Tobias Gremmler: In “Face Visuals”, the face was mapped on geometry, which is vice versa than the work you referring. Till a certain degree, the technology is similar to projection mapping, but not real-time. I wanted to extend the visuals beyond the shape of the head, which would not be possible when projecting on a face. I’ve used similar technology more than ten years ago, so there was no need for getting inspired by Omote, although it’s a fantastic work. Apart from technical aspects, the visuals telling the story of fragmenting a persona along with the lyrics of the singer. Thus, the technology primarily serves an artistic expression.
Tobias Gremmler:Back in the early 1990s, I composed music for several theatre pieces. The methods of creating music are very similar to those I use now for creating a visual composition. Both media including aspects of rhythm and patters, contrast, variation, etc. There is an inherent coherence between both disciplines that I try to express. Through that expression, the boundaries between the disciplines starting to dissolve. It is actually this process of dissolving rather than merging that interests me. It unveils a certain structure that exist beyond the media that carries
Tobias Gremmler: Chinese theatre particular interests me because there are no gaps between singing, dancing and acting. Most of the performers have skills in all disciplines and can seamless blend between them during a play. In contrast, western theater is strictly divided into opera, dance or drama, and the performers are specialized in one of this disciplines.

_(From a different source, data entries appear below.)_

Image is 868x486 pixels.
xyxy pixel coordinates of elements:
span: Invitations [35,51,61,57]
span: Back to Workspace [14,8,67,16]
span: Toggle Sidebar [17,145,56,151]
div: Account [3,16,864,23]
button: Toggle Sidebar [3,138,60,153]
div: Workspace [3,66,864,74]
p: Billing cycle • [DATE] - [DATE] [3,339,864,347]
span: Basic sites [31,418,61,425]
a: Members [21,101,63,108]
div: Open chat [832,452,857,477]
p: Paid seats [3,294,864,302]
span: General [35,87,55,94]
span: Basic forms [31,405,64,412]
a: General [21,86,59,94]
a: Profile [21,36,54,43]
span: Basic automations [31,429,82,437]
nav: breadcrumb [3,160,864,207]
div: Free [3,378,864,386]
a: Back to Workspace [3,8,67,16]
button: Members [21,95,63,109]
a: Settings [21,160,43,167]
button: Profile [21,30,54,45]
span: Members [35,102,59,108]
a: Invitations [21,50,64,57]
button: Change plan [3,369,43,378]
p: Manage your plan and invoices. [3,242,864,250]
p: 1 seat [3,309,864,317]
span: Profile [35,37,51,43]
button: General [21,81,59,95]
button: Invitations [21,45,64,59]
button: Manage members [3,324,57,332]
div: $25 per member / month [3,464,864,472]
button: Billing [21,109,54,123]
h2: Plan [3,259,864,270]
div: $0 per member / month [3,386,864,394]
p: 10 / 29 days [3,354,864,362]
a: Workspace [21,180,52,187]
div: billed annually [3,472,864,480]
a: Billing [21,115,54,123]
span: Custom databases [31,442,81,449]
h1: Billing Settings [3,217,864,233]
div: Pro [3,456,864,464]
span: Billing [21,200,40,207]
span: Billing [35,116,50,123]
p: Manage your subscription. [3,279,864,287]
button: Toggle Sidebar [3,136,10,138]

When I composed music for theater, being in my early 20s, I got in touch with disciplines such as dance, lighting, costumes and stage design. I learned that each of this disciples has an almost equal impact on the final piece as the expression of a scene can be altered complete just by music or lighting. I was fascinated by this interaction and it had a huge influence of my later work. Even if I mainly focus on visuals now, it still contains aspects of lighting, dancing, costume and stage design.
There is a high degree of abstraction in Chinese theater. Every gesture, eye movement, costume color or pattern has a specific meaning, like a highly elaborated system of visual design trough witch information is encoded. As a foreigner, I have a natural distance toward this system which allows me to analyze it from a different perspective, although I found some aspects deeply resonating. There is a universal core in each theatrical expression, independent from its cultural encoding. We all feel happiness, sadness, curiosity or anger. It is just expressed differently through different cultures.
For example, in some of Robert Wilsons works one can trace a relation to Chinese theatre. The methods how information is encoded visually is somehow similar. I am not referring to the visual style but rather the visual language. In my collaborations with Chinese performance, I extract aspects of its visual language and reconstruct its grammar in a way it becomes readable across different cultures without losing its inherent meaning.